28 An old-earth “gap theory” of biblical genealogies?

I was won over to Dr. Kline’s “Framework View” on the textual level, I should specify. I wrote in my notes, “This exegesis is correct, but the implications with respect to chronology do not necessarily hold.” What I meant by implications was that a reading of Genesis 1 as “poetry” could easily allow creation to have taken much longer than six literal days, and thus would allow the earth to be very old. But I still did not consider this possible, because I continued to believe that I should establish my understanding of the earth’s age by beginning with the Bible, and that the Bible still only allowed this to be about 6,000 years, however long the original creation might have required.

I based this continuing conviction, even given my new understanding of Genesis 1, on the genealogies in the Bible that began with Adam and ran down to datable historical figures, providing the age of each father at the time of the birth of each son. Using these genealogies, Bishop Ussher had made his famous calculations that put creation in the year 4004 B.C. I had not made all the calculations myself, but six thousand years felt about right.

Dr. Kline was well aware of these genealogies, but still did not believe in a recent creation. He accommodated the vast ages of geologic time postulated by natural scientists by appeal to the possibility of “gaps” in the biblical genealogies. And here I thought I detected a bit of inconsistency on the part of the “old professor” (as he liked to call himself).

In addition to promulgating his own “gap theory” of genealogies, he emulated those who read “day” to mean “age” in Genesis 1 by sometimes reading “son” as “descendant” in the genealogies, and by sometimes understanding “begat” to mean “was the ancestor of.” To defend such readings, he called our attention to Matthew’s genealogy of Jesus at the beginning of his gospel (Matt. 1:1-17). In verse 1, Jesus is called the “son” of Abraham and David, even though he is a more distant descendant of each of these figures. And in verse 8, Joram is said to have “begotten” Uzziah, who was really his great-great-grandson.

But the same objections Dr. Kline had raised to popular interpretations of Genesis 1 could be leveled against his reading of the first chapter of Matthew. Is not its first verse a “summary introduction,” and is it not therefore unfair to read it as if it were part of the genealogy proper? And does not Matthew omit the kings between Joram and Uzziah in order to maintain a 14-14-14 pattern, to portray Jesus as coming at the beginning of the seventh seven of generations after Abraham, the generation of sabbath or jubilee? In other words, is he not really writing “poetry,” more than “genealogy”?

As I would later discover, all of the biblical genealogies have strong poetical aims and characteristics, obviating the need to read them literally and to postulate a young earth on biblical authority. But Dr. Kline had not carried his analysis this far, and so had to live with some interpretive inconsistencies. One day while carpooling to seminary the conversation turned to Dr. Kline’s reading of the genealogies. I said I was unconvinced, and thought he had adopted this interpretation mostly to accommodate the vast ages of geologic time somewhere in his reading of the Bible. The driver said, gravely, “I think we need to do that.” I still didn’t.

My other seminary courses were just as challenging and exciting. The year I spent at Gordon-Conwell in 1981-82 was a wonderful time of stretching and growing. But I didn’t return the following year, as I was reluctant to borrow heavily for my education and I wanted to invest some quality time in my still-new marriage relationship. (I concluded, finding reassurance in an analogy, that the exemption of new husbands from military service found in Deuteronomy should apply to seminary students as well.) Some friends in Ottawa, Ontario connected us with a small church there and I became its pastor.

Reflecting on the Scripture passage I’d shortly be preaching from at my first church.

After a little over a year, I found that I needed even more of a break and resigned my pastorate, eventually finding work as a writer in the Canadian Department of Communications, where I worked for more than three years. The time I spent out of seminary and then out of the ministry proved to be an excellent opportunity for personal growth and for the consolidation of my thinking on a great many previously-closed questions that seminary had opened. This included the question of the Bible and human origins.

At one point I struck up a correspondence with a friend who wanted to know how I, as an educated person, could continue to believe in a recent creation in the face of overwhelming scientific evidence that the universe is ancient. As I recall our exchange of letters on the subject, I felt I was being encouraged to embrace an ateleological world view. I shrank back from what I felt the moral implications of this view would be: “survival of the fittest” as the rule of relationships between people, with might making right.

My friend explained that these were not necessarily the implications of an evolutionary paradigm if the lesson of evolution for us was that humans had survived and thrived through cooperation among themselves. This was the first time it had been demonstrated for me that I did not necessarily have to make a stark choice between a creationist paradigm (unscientific, but moral), in which people are accountable to God for how they treat others, and an evolutionary one (scientific, but amoral), in which life consists of a ruthless quest for domination. There were some options in between.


• _Work to be completed_:
Copy nothing but the lines from the one containing "UI element localization: list" through the last line of the entries below, exactly as written and without pictures.
(Beginning of Exercise data)
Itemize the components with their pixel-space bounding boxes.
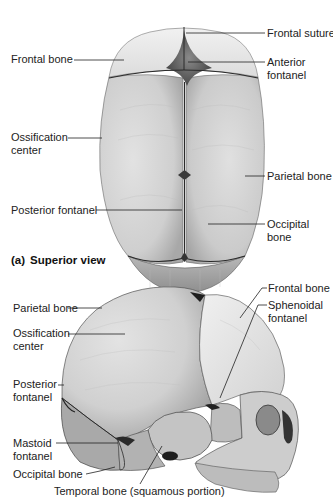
label-occipital-bone-lateral: Occipital bone	[13, 468, 83, 481]
caption-superior-view: (a)Superior view	[11, 254, 105, 266]
label-frontal-bone-superior: Frontal bone	[11, 53, 73, 66]
label-frontal-bone-lateral: Frontal bone	[268, 282, 330, 295]
label-posterior-fontanel-superior: Posterior fontanel	[11, 204, 97, 217]
label-parietal-bone-lateral: Parietal bone	[13, 302, 78, 315]
label-ossification-center-lateral-line1: Ossification	[13, 327, 70, 340]
label-posterior-fontanel-lateral-line2: fontanel	[13, 391, 52, 404]
lateral-view-skull	[61, 287, 298, 492]
superior-view-skull	[100, 27, 265, 293]
label-occipital-bone-superior-line2: bone	[267, 231, 291, 244]
label-sphenoidal-fontanel-line1: Sphenoidal	[268, 299, 323, 312]
label-ossification-center-lateral-line2: center	[13, 340, 44, 353]
fetal-skull-figure: Frontal bone Frontal suture Anterior fon…	[0, 0, 333, 500]
caption-title-superior: Superior view	[30, 254, 105, 266]
label-mastoid-fontanel-line1: Mastoid	[13, 437, 52, 450]
label-frontal-suture: Frontal suture	[267, 27, 333, 40]
label-mastoid-fontanel-line2: fontanel	[13, 450, 52, 463]
label-anterior-fontanel-line2: fontanel	[267, 69, 306, 82]
label-occipital-bone-superior-line1: Occipital	[267, 218, 309, 231]
label-anterior-fontanel-line1: Anterior	[267, 56, 306, 69]
label-temporal-bone-squamous: Temporal bone (squamous portion)	[54, 485, 225, 498]
label-ossification-center-superior-line1: Ossification	[11, 131, 68, 144]
caption-letter-a: (a)	[11, 254, 25, 266]
label-parietal-bone-superior: Parietal bone	[267, 170, 332, 183]
label-sphenoidal-fontanel-line2: fontanel	[268, 312, 307, 325]
label-posterior-fontanel-lateral-line1: Posterior	[13, 378, 57, 391]
label-ossification-center-superior-line2: center	[11, 144, 42, 157]
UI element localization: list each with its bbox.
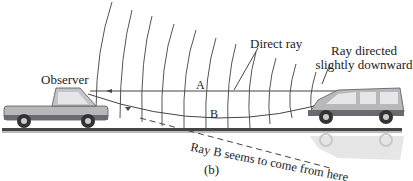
arrowheads [106,89,131,111]
observer-label: Observer [41,72,89,88]
figure-caption: (b) [204,162,219,178]
downward-ray-label: Ray directed slightly downward [314,44,413,72]
direct-ray-label: Direct ray [250,36,302,52]
arrow-b [125,107,131,111]
arrow-a [106,89,112,93]
direct-ray-leader [234,48,258,90]
wavefronts [96,2,316,130]
road [2,128,402,133]
minivan [308,88,404,124]
ray-b-label: B [210,107,218,122]
mirage-reflection [310,134,404,160]
pickup-truck [4,88,108,128]
ray-a-label: A [196,78,205,93]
(End of Exercise data)
• _Completed task_:
UI element localization: list each with its bbox.
arrowheads [106,89,131,111]
observer-label: Observer [41,72,89,88]
figure-caption: (b) [204,162,219,178]
downward-ray-label: Ray directed slightly downward [314,44,413,72]
direct-ray-label: Direct ray [250,36,302,52]
arrow-b [125,107,131,111]
arrow-a [106,89,112,93]
direct-ray-leader [234,48,258,90]
wavefronts [96,2,316,130]
road [2,128,402,133]
minivan [308,88,404,124]
ray-b-label: B [210,107,218,122]
mirage-reflection [310,134,404,160]
pickup-truck [4,88,108,128]
ray-a-label: A [196,78,205,93]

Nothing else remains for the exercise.